Jones won the American Institute of Architecture's Gold Medal in 1990. The architecture school at UA is named for him.

Stephanie Dzur asked Walter Jennings, another Fayetteville architect, if Crystal Bridges Museum of American Art would consider rebuilding the house on the museum grounds.

Jennings said he asked Crystal Bridges about that possibility. He said the rocks used for one wall and the large fireplace can be salvaged along with some of the beams and trim from the east side of the house.

"I think they're evaluating it," Jennings said. "No decision has been made, but, yes, we've talked about it. That might be a possibility."

Jennings said he provided before-and-after photographs and other materials to the museum. Jennings' father, Maurice Jennings, was an architect who worked with Jones in Fayetteville for 25 years.

Robert Dzur said he likes the idea of donating the salvageable material to the museum so they can rebuild the house with some of the original stone and wood.

"It would kind of live on and not just in our memory," he said.

Crystal Bridges has a Frank Lloyd Wright house on the museum grounds. The Bachman-Wilson House was constructed in New Jersey in 1956. It was taken apart, moved to Bentonville and reassembled there in 2015. Wright was Jones' mentor.

The house that burned is about 7 miles east of downtown Fayetteville on Huntsville Road, which is also Arkansas 16.

Fayetteville has 27 Fay Jones houses left, said Catherine Wallack, architectural records archivist for the Special Collections Department at UA. Wallack said Jones designed 207 buildings that were completed.

The Fletcher residence was featured in the national magazine House Beautiful in March 1960 and won Jones one of his first architectural design awards, a "Homes for Better Living" Award from the American Institute of Architects in 1961, according to the National Register application.

According to Washington County property records, the Dzurs paid $195,000 for the house and eight acres of land in 2011.

The Fletcher house isn't "the" Fayetteville house that comes to mind when most people think of Clinton. Clinton bought a one-bedroom house at 930 California Drive in 1975.

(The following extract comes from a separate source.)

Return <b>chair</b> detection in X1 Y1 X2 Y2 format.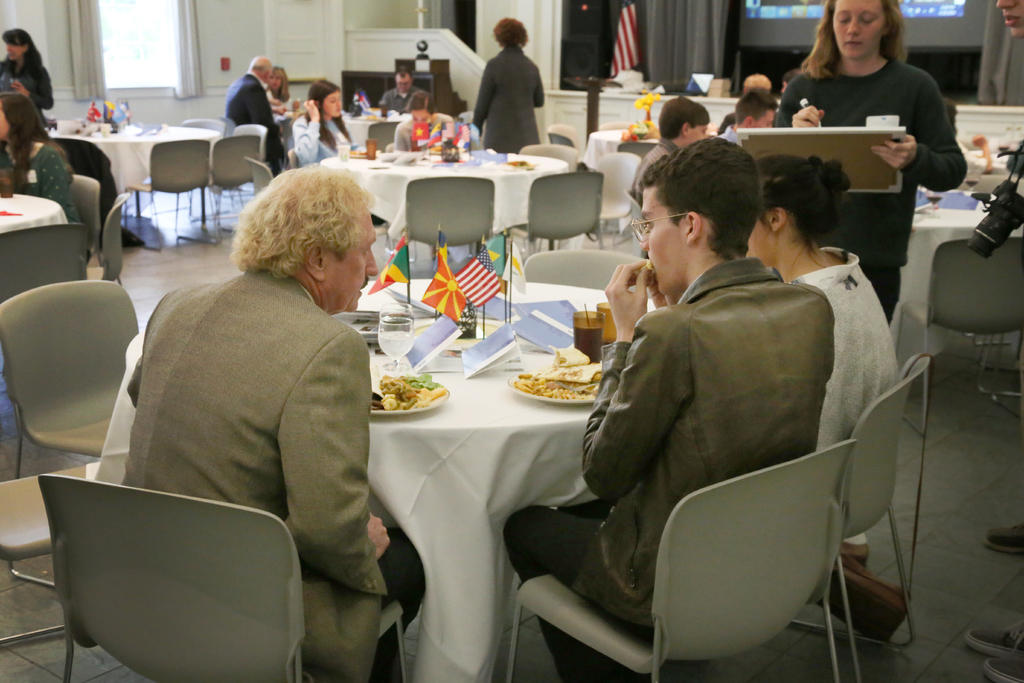
367 117 401 158.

Clinton and Hillary Rodham were married in the California Drive house and began their life as a family there.

That building now serves as the Clinton House Museum.

Bill Clinton was living in the Adrian Fletcher house when he ran for Congress in 1974. He lost to John Paul Hammerschmidt, a Republican who held the seat for 26 years.

"The house proved to be a godsend of peace and quiet, especially after I started my first campaign," Clinton wrote in his autobiography, My Life.

This was the second former Clinton home to burn in the state over the past few years.

On Christmas Day 2015, a fire damaged the President William Jefferson Clinton Birthplace Home in Hope. It was repaired and reopened in July.